[Review] Klaus Schulze: Dreams (1986)

A kind of tangram in its musically shifting pieces, which form an electronic symphony of sorts.

Kronomyth 21.0: Do cyborgs dream of electric sheep?

I’m in one of my “Klaus Schulze is a musical genius” moods, which are admittedly less frequent than my “Edgar Froese is a genius” moods, though more frequent than my “Alberto Gonzales probably isn’t two small demons in a rented skinsuit moving his body through a complex series of levers and pulleys” moods.

Mind you, I’ve resisted the impulse to call Schulze a genius in the past. His works have always held at least one fatal flaw, which my cynical intellect hammers away at until the whole thing collapses. (Dreams initially shared this fate; the vocal section at the end of “Klaustrophony” is terrible.) But in listening to Dreams more recently, I’m struck by the organization of it all. There are too many musical alignments here to chalk it up to serendipity.

The headslap moment for me was “Dreams.” This is probably my favorite piece of music from Schulze; it sounds like a symphony of stars tuning their cosmic instruments. It occurred to me then how Schulze had controlled the pacing of the four pieces on Dreams, achieving a Largo effect with this section that balanced the faster pieces around it.

Unlike traditional classical composers, Schulze doesn’t weave a single musical theme through his movements. Instead, he introduces a central pattern (a radial point, if you will) and then extrapolates the movement from it. Thus Schulze is something of a musimatician. Patterns and melodies move in tangential, kaleidoscopic shifts. What’s developed is less a theme than a geometric theorem.

Since none of that helps describe the music, I’ll tell you that Dreams sounds like a notier Tangram. By “notier” I mean that Schulze is more prone to use flashy keyboard flourishes and crowd patterns close to one another. Dreams is also more clearly patterned on a traditional four-movement symphony than Tangerine Dream’s works: the brisk “A Classical move” followed by the more moderate “Five To Four,” the static and enigmatic “Dreams” and an allegretto finale that unfortunately ends in an annoying English chant.

Over a career, Schulze’s works don’t lack for a consistency of vision but execution.
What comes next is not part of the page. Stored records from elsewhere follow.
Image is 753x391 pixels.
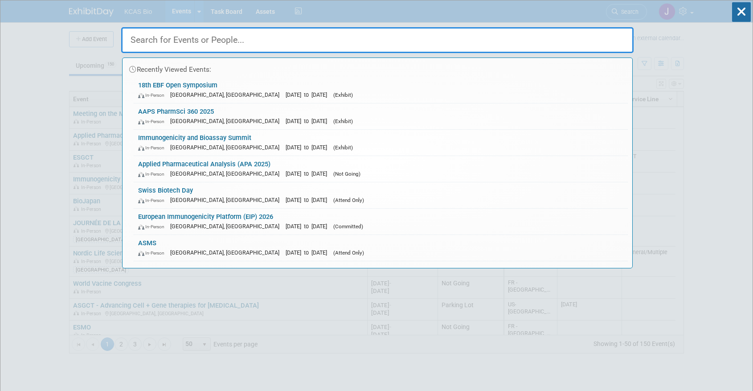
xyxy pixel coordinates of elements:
span: (Exhibit) [333,92,353,98]
a: Applied Pharmaceutical Analysis (APA 2025) In-Person [GEOGRAPHIC_DATA], [GEOGRAPHIC_DATA] [DATE] ... [134,156,628,182]
span: In-Person [138,197,168,203]
span: [GEOGRAPHIC_DATA], [GEOGRAPHIC_DATA] [170,170,284,177]
span: [DATE] to [DATE] [286,249,331,256]
span: [GEOGRAPHIC_DATA], [GEOGRAPHIC_DATA] [170,223,284,229]
a: ASMS In-Person [GEOGRAPHIC_DATA], [GEOGRAPHIC_DATA] [DATE] to [DATE] (Attend Only) [134,235,628,261]
span: (Exhibit) [333,144,353,151]
span: [DATE] to [DATE] [286,170,331,177]
span: [DATE] to [DATE] [286,223,331,229]
span: In-Person [138,224,168,229]
a: AAPS PharmSci 360 2025 In-Person [GEOGRAPHIC_DATA], [GEOGRAPHIC_DATA] [DATE] to [DATE] (Exhibit) [134,103,628,129]
input: Search for Events or People... [121,27,633,53]
span: In-Person [138,250,168,256]
span: [GEOGRAPHIC_DATA], [GEOGRAPHIC_DATA] [170,196,284,203]
a: European Immunogenicity Platform (EIP) 2026 In-Person [GEOGRAPHIC_DATA], [GEOGRAPHIC_DATA] [DATE]... [134,208,628,234]
span: In-Person [138,171,168,177]
span: [DATE] to [DATE] [286,196,331,203]
a: Immunogenicity and Bioassay Summit In-Person [GEOGRAPHIC_DATA], [GEOGRAPHIC_DATA] [DATE] to [DATE... [134,130,628,155]
span: [DATE] to [DATE] [286,144,331,151]
span: [GEOGRAPHIC_DATA], [GEOGRAPHIC_DATA] [170,144,284,151]
span: (Exhibit) [333,118,353,124]
a: 18th EBF Open Symposium In-Person [GEOGRAPHIC_DATA], [GEOGRAPHIC_DATA] [DATE] to [DATE] (Exhibit) [134,77,628,103]
span: (Committed) [333,223,363,229]
span: In-Person [138,92,168,98]
div: Recently Viewed Events: [127,58,628,77]
span: In-Person [138,118,168,124]
span: [GEOGRAPHIC_DATA], [GEOGRAPHIC_DATA] [170,249,284,256]
span: (Not Going) [333,171,360,177]
span: [GEOGRAPHIC_DATA], [GEOGRAPHIC_DATA] [170,91,284,98]
span: (Attend Only) [333,249,364,256]
span: [GEOGRAPHIC_DATA], [GEOGRAPHIC_DATA] [170,118,284,124]
span: [DATE] to [DATE] [286,91,331,98]
span: [DATE] to [DATE] [286,118,331,124]
span: In-Person [138,145,168,151]
span: (Attend Only) [333,197,364,203]
a: Swiss Biotech Day In-Person [GEOGRAPHIC_DATA], [GEOGRAPHIC_DATA] [DATE] to [DATE] (Attend Only) [134,182,628,208]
Dreams is one of the best-executed and well-conceived electronic music albums I’ve heard from him, and I might even start here if I were making a case for him as a first-tier composer.

The Songs

1. A Classical Move (9:40)
2. Five To Four (7:57)
3. Dreams (9:25)
4. Klaustrophony (24:40)

Expanded CD reissue version
1. A Classical Move
2. Five To Four
3. Dreams
4. Flexible
5. Klaustrophony
6. Constellation Andromeda

The Players

Klaus Schulze (playing). Produced by INTEAM; engineered and mixed by Klaus Schulze.

The Pictures

Cover by Ulrike C. Gillmann.

The Plastic

Released on elpee and compact disc on November 1, 1986 in Germany (Brain, 831 206).

  1. Released on elpee in 1988 in the UK (Thunderbolt, THBL 039).
  2. Re-issued on compact disc on July 2, 1996 in the UK (Thunderbolt, CDTB 039) and on December 16, 1996 in the US (Magnum America, MACD 069).
  3. Re-issued on compact disc in Russia (Private Area, SV363).
  4. Re-packaged on expanded compact disc on August 10, 1999 (Thunderbolt, CDTBT 004) with EN=TRANCE.
  5. Re-released on expanded compact disc on January 25, 2005 in the US (Inside Out, 30405) with 2 bonus tracks.